Today, we invite Jacob Wren to the blog to share thoughts on a chapter from his new novel, Dry Your Tears to Perfect Your Aim! Read on for insights into the initial inspirations and questions that led Jacob to draft the first chapter of his book. Off to Jacob!
Perhaps the first impulse for Dry Your Tears to Perfect Your Aim came many years ago when I turned on the television and saw images of the so-called Shock and Awe campaign in Iraq. My first impulse was: I want to go there, to feel it for myself. Not to watch televised images of people being killed by U.S. missiles but to put myself in the missiles path and possibly be killed myself. I knew it would accomplish nothing, would solve nothing, but nonetheless I had such an intense impulse that I wanted to go. Of course I didn’t. I’m not a suicidal adventurer, I’m a depressed writer. So instead of going I chose to write about the feeling, try to understand it, to unpack it in all its problematic and colonial aspects. To write through it into the politicized yet dreamlike world of my subconscious and find out where it leads.
On the other side of this impulse, I suspect, is a desire (or literary desire) for utopia, for a better world. Or at least to know, if we really try, how much improvement may or may not be possible. Utopia is a classical theme for political literature and I’m searching for a different way into the heart of the matter. Obviously one of the questions I’m asking myself is: if there was a more utopian place, how would it protect itself, how would they prevent themselves being crushed by the military or even fascist forces that are so prevalent in the world. All of this is also wrapped up in the desire for a different kind of anti-war novel.

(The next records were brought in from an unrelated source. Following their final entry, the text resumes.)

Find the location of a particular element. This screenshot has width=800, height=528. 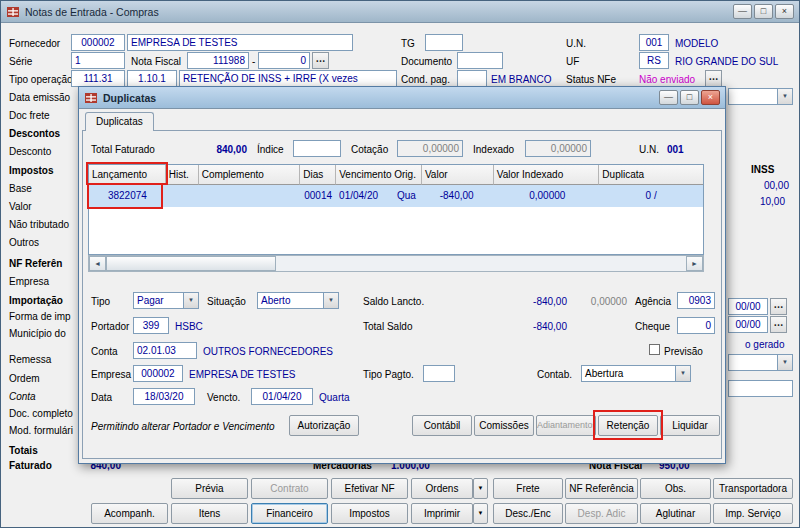

fornecedor-name-field: EMPRESA DE TESTES is located at coordinates (240, 42).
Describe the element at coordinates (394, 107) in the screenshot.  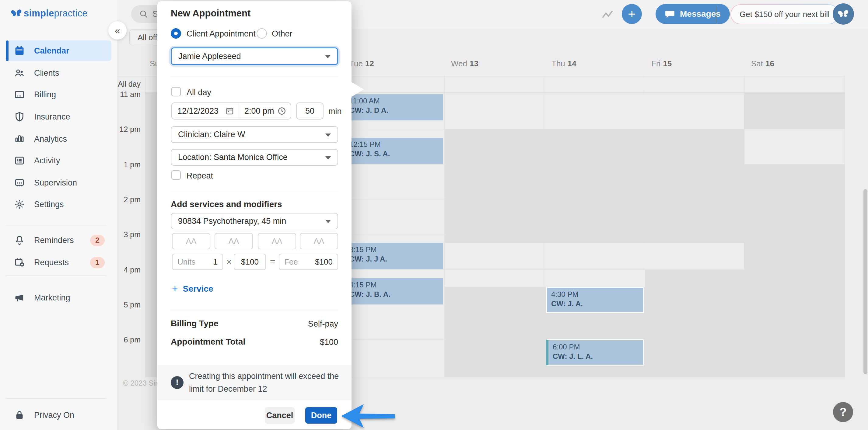
I see `appointment-event: 11:00 AMCW: J. D A.` at that location.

It was only much more recently that I heard Dry Your Tears to Perfect Your Aim referred to as autofiction. I certainly wasn’t thinking of it as autofiction when I was writing it, but in retrospect the label makes a strange kind of sense to me. A different kind of anti-war novel meets a different kind of autofiction. The protagonist is certainly the closest character to myself that I’ve ever written, too close for comfort, expressing so many of my conflicted thoughts yet doing things I would never have the guts to do in real life. And yet imagining myself doing things I would never do, in some kind of literary paradox, seems to bring the content closer to me rather than further away. That moment when I saw the explosions on television and thought ‘I want to go there’ was a strange moment of truth. And, at the same time, that feeling of wanting to go there, to be at risk, to be closer to death and closer to the painfully unbearable reality of the situation, was also a lie to save myself the shame of being endlessly complicit.